Wednesday, September 16, 2020

Wall Street Fears No Clear Winner for President

If there is anything that most people know about Wall Street it's that the financial markets don't like uncertainty.  They don't like things that are rare or unheard of.  They want status quo and business as usual.

So when you start thinking about very possible scenarios of Trump winning on November 3 based on the votes cast at polling stations and then the Democrats producing mail in ballots for weeks and weeks declaring Biden as the winner and then that followed up by weeks or months in the Supreme Court...we could have a recipe for some very volatile financial markets.

There is a high probability that the U.S. elections this November are going to be a mess. There are a range of scenarios for market participants to consider that were once unthinkable. What happens if President Donald Trump loses and doesn’t concede? Or if challenger Joe Biden loses and doesn’t concede? Or if Trump again wins via the Electoral College but not the popular vote, setting off civil unrest the likes of which the country has never seen? 

Those aren’t the only scenarios. My personal favorite involves the counting of mail-in ballots, which are likely to set a record by far. Democrats generally lean toward mostly voting by mail amidst the pandemic, while Republicans tend to favor voting in person at polling stations. It is probable that Trump has a commanding lead on election night, which dwindles over the following weeks as the mail-in ballots are counted. Imagine what the political environment would be like under that scenario.

I have no particular call as to who will win the election, but as it pertains to markets, it is less about the outcome of the election and more about the process. For me, the issue with mail-in ballots isn’t the potential for fraud, it’s that they take so long to count. The world will laugh at the U.S. when Nov. 3 comes and goes and there is no declared winner—possibly for weeks.

We’ve learned that investors have placed hedges in advance of the election designed to protect a portfolio against rapid declines. Typically, this is in the form of buying plain vanilla put options on a broad market index, but can also involve more complex hedging strategies. Hedging activity is evident in the prices of futures on the CBOE Volatility Index, or VIX, where October VIX futures (the ones covering the election) are significantly higher than the surrounding contracts. (I placed a hedge on the election a few months ago.)

The hedges have become quite popular, leading to an increase in aggregate levels of implied volatility. Bloomberg News reports that this election is being priced as the most-expensive event risk on record based on a common way to bet on volatility. And what’s really unusual is that volatility has risen as stocks have gone up, which doesn’t happen very often. Part of it is due to election hedging. 

https://www.fa-mag.com/news/wall-street-fears-an-election-with-no-clear-winner-57959.html?section=68&utm_source=FA+Subscribers&utm_campaign=6bed437a8e-FAN_AM_Send_052220_A-B+Split_COPY_01&utm_medium=email&utm_term=0_6bebc79291-6bed437a8e-236452497

2020 may prove to be the most interesting year EVER for America.  From COVID shut down in March, to burning riots in May, to strange weather all summer, to biggest forest fires EVER in fall and now we head into an election that has a high probability of being a mess...which could trigger the most civil unrest that we have EVER seen.  

If you think the video of looters torching Minneapolis in May was crazy, just imagine what those same Democrat looters are going to do if Biden wins the popular vote but loses the electoral college?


Required action: Write out the data exactly, please, and omit the pictures.

** Opening Records to process block **

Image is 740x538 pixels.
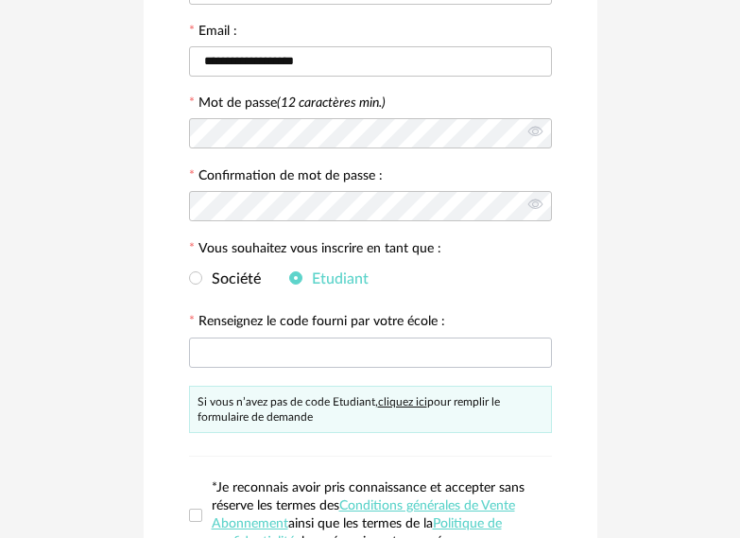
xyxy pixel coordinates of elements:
[277,96,386,110] i: (12 caractères min.)
[199,96,386,110] label: Mot de passe
[303,271,369,287] span: Etudiant
[189,242,442,259] label: Vous souhaitez vous inscrire en tant que :
[189,169,383,186] label: Confirmation de mot de passe :
[378,396,427,408] a: cliquez ici
[189,315,445,332] label: Renseignez le code fourni par votre école :
[189,386,552,433] div: Si vous n’avez pas de code Etudiant, pour remplir le formulaire de demande
[212,499,515,531] a: Conditions générales de Vente Abonnement
[189,25,237,42] label: Email :
[202,271,261,287] span: Société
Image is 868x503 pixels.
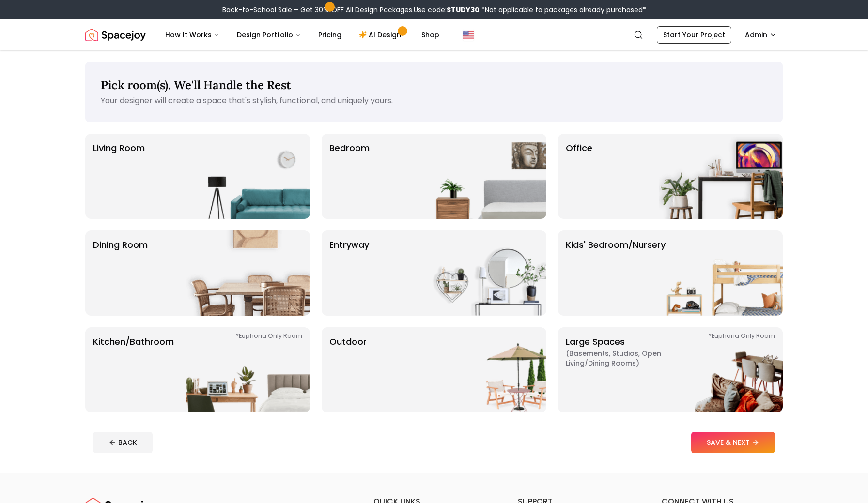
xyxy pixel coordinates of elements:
p: Large Spaces [566,335,687,405]
img: Living Room [186,133,310,219]
button: Design Portfolio [230,25,309,44]
p: Dining Room [93,238,148,308]
p: Outdoor [330,335,367,405]
b: STUDY30 [446,5,480,15]
span: Use code: [414,5,480,15]
span: ( Basements, Studios, Open living/dining rooms ) [566,349,687,368]
p: entryway [330,238,369,308]
button: How It Works [158,25,228,44]
p: Kitchen/Bathroom [93,335,174,405]
img: Kitchen/Bathroom *Euphoria Only [186,327,310,413]
a: AI Design [351,25,412,44]
p: Your designer will create a space that's stylish, functional, and uniquely yours. [101,95,767,107]
a: Start Your Project [657,26,732,43]
img: Large Spaces *Euphoria Only [659,327,783,413]
img: Dining Room [186,230,310,316]
button: SAVE & NEXT [691,432,775,453]
a: Pricing [311,25,349,44]
p: Living Room [93,141,145,211]
button: BACK [93,432,153,453]
img: Outdoor [423,327,546,413]
img: Spacejoy Logo [85,25,146,44]
button: Admin [740,26,783,43]
p: Bedroom [330,141,370,211]
p: Office [566,141,592,211]
span: Pick room(s). We'll Handle the Rest [101,77,291,92]
p: Kids' Bedroom/Nursery [566,238,666,308]
img: Bedroom [423,133,546,219]
img: Office [659,133,783,219]
nav: Global [85,20,783,50]
a: Spacejoy [85,25,146,44]
img: Kids' Bedroom/Nursery [659,230,783,316]
img: United States [463,29,474,40]
nav: Main [158,25,447,44]
div: Back-to-School Sale – Get 30% OFF All Design Packages. [223,5,646,15]
span: *Not applicable to packages already purchased* [480,5,646,15]
a: Shop [414,25,447,44]
img: entryway [423,230,546,316]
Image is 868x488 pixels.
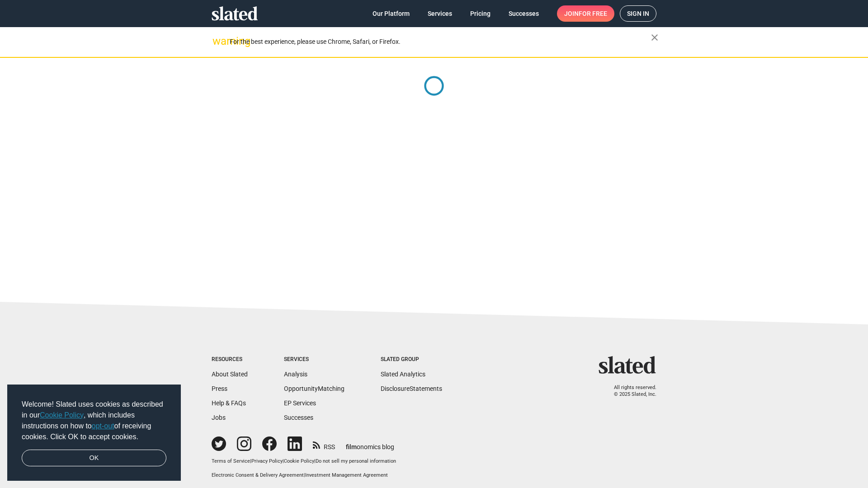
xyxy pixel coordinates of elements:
[373,5,409,22] span: Our Platform
[313,437,335,451] a: RSS
[251,458,283,464] a: Privacy Policy
[212,35,223,47] mat-icon: warning
[284,370,308,378] a: Analysis
[212,370,248,378] a: About Slated
[627,6,649,21] span: Sign in
[314,458,315,464] span: |
[284,385,344,392] a: OpportunityMatching
[365,5,417,22] a: Our Platform
[284,414,313,421] a: Successes
[509,5,539,22] span: Successes
[380,356,442,363] div: Slated Group
[40,411,83,419] a: Cookie Policy
[501,5,546,22] a: Successes
[212,385,227,392] a: Press
[212,458,250,464] a: Terms of Service
[649,32,660,43] mat-icon: close
[229,35,651,48] div: For the best experience, please use Chrome, Safari, or Firefox.
[564,5,607,22] span: Join
[315,458,396,465] button: Do not sell my personal information
[346,443,357,451] span: film
[380,370,425,378] a: Slated Analytics
[428,5,452,22] span: Services
[212,356,248,363] div: Resources
[380,385,442,392] a: DisclosureStatements
[284,399,316,407] a: EP Services
[578,5,607,22] span: for free
[92,422,114,430] a: opt-out
[212,399,246,407] a: Help & FAQs
[346,435,394,451] a: filmonomics blog
[250,458,251,464] span: |
[212,472,304,478] a: Electronic Consent & Delivery Agreement
[605,384,656,397] p: All rights reserved. © 2025 Slated, Inc.
[284,356,344,363] div: Services
[212,414,225,421] a: Jobs
[557,5,614,22] a: Joinfor free
[470,5,490,22] span: Pricing
[283,458,284,464] span: |
[284,458,314,464] a: Cookie Policy
[305,472,388,478] a: Investment Management Agreement
[421,5,459,22] a: Services
[22,449,166,467] a: dismiss cookie message
[463,5,497,22] a: Pricing
[22,399,166,442] span: Welcome! Slated uses cookies as described in our , which includes instructions on how to of recei...
[7,384,181,481] div: cookieconsent
[304,472,305,478] span: |
[620,5,656,22] a: Sign in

** Closing Records to process block **

Expected answer:
Image is 740x538 pixels.
xyxy pixel coordinates of elements:
[277,96,386,110] i: (12 caractères min.)
[199,96,386,110] label: Mot de passe
[303,271,369,287] span: Etudiant
[189,242,442,259] label: Vous souhaitez vous inscrire en tant que :
[189,169,383,186] label: Confirmation de mot de passe :
[378,396,427,408] a: cliquez ici
[189,315,445,332] label: Renseignez le code fourni par votre école :
[189,386,552,433] div: Si vous n’avez pas de code Etudiant, pour remplir le formulaire de demande
[212,499,515,531] a: Conditions générales de Vente Abonnement
[189,25,237,42] label: Email :
[202,271,261,287] span: Société
Image is 868x503 pixels.
xyxy pixel coordinates of elements:
p: Large Spaces [566,335,687,405]
img: Living Room [186,133,310,219]
button: Design Portfolio [230,25,309,44]
p: Dining Room [93,238,148,308]
p: Outdoor [330,335,367,405]
b: STUDY30 [446,5,480,15]
span: Use code: [414,5,480,15]
span: ( Basements, Studios, Open living/dining rooms ) [566,349,687,368]
p: entryway [330,238,369,308]
button: How It Works [158,25,228,44]
p: Kitchen/Bathroom [93,335,174,405]
img: Kitchen/Bathroom *Euphoria Only [186,327,310,413]
a: AI Design [351,25,412,44]
p: Your designer will create a space that's stylish, functional, and uniquely yours. [101,95,767,107]
a: Start Your Project [657,26,732,43]
img: Large Spaces *Euphoria Only [659,327,783,413]
img: Dining Room [186,230,310,316]
button: SAVE & NEXT [691,432,775,453]
a: Pricing [311,25,349,44]
p: Living Room [93,141,145,211]
button: BACK [93,432,153,453]
img: Outdoor [423,327,546,413]
img: Spacejoy Logo [85,25,146,44]
button: Admin [740,26,783,43]
p: Bedroom [330,141,370,211]
p: Office [566,141,592,211]
span: Pick room(s). We'll Handle the Rest [101,77,291,92]
p: Kids' Bedroom/Nursery [566,238,666,308]
img: Bedroom [423,133,546,219]
img: Office [659,133,783,219]
nav: Global [85,20,783,50]
a: Spacejoy [85,25,146,44]
img: Kids' Bedroom/Nursery [659,230,783,316]
img: United States [463,29,474,40]
nav: Main [158,25,447,44]
div: Back-to-School Sale – Get 30% OFF All Design Packages. [223,5,646,15]
span: *Not applicable to packages already purchased* [480,5,646,15]
a: Shop [414,25,447,44]
img: entryway [423,230,546,316]
Image is 868x488 pixels.
xyxy pixel coordinates of elements:
[373,5,409,22] span: Our Platform
[313,437,335,451] a: RSS
[251,458,283,464] a: Privacy Policy
[212,35,223,47] mat-icon: warning
[284,370,308,378] a: Analysis
[212,370,248,378] a: About Slated
[627,6,649,21] span: Sign in
[314,458,315,464] span: |
[284,385,344,392] a: OpportunityMatching
[365,5,417,22] a: Our Platform
[284,414,313,421] a: Successes
[509,5,539,22] span: Successes
[380,356,442,363] div: Slated Group
[40,411,83,419] a: Cookie Policy
[501,5,546,22] a: Successes
[212,385,227,392] a: Press
[212,458,250,464] a: Terms of Service
[649,32,660,43] mat-icon: close
[229,35,651,48] div: For the best experience, please use Chrome, Safari, or Firefox.
[564,5,607,22] span: Join
[315,458,396,465] button: Do not sell my personal information
[346,443,357,451] span: film
[380,370,425,378] a: Slated Analytics
[428,5,452,22] span: Services
[212,356,248,363] div: Resources
[380,385,442,392] a: DisclosureStatements
[284,399,316,407] a: EP Services
[578,5,607,22] span: for free
[92,422,114,430] a: opt-out
[212,399,246,407] a: Help & FAQs
[346,435,394,451] a: filmonomics blog
[250,458,251,464] span: |
[212,472,304,478] a: Electronic Consent & Delivery Agreement
[605,384,656,397] p: All rights reserved. © 2025 Slated, Inc.
[284,356,344,363] div: Services
[212,414,225,421] a: Jobs
[557,5,614,22] a: Joinfor free
[470,5,490,22] span: Pricing
[283,458,284,464] span: |
[284,458,314,464] a: Cookie Policy
[305,472,388,478] a: Investment Management Agreement
[421,5,459,22] a: Services
[22,449,166,467] a: dismiss cookie message
[463,5,497,22] a: Pricing
[22,399,166,442] span: Welcome! Slated uses cookies as described in our , which includes instructions on how to of recei...
[7,384,181,481] div: cookieconsent
[304,472,305,478] span: |
[620,5,656,22] a: Sign in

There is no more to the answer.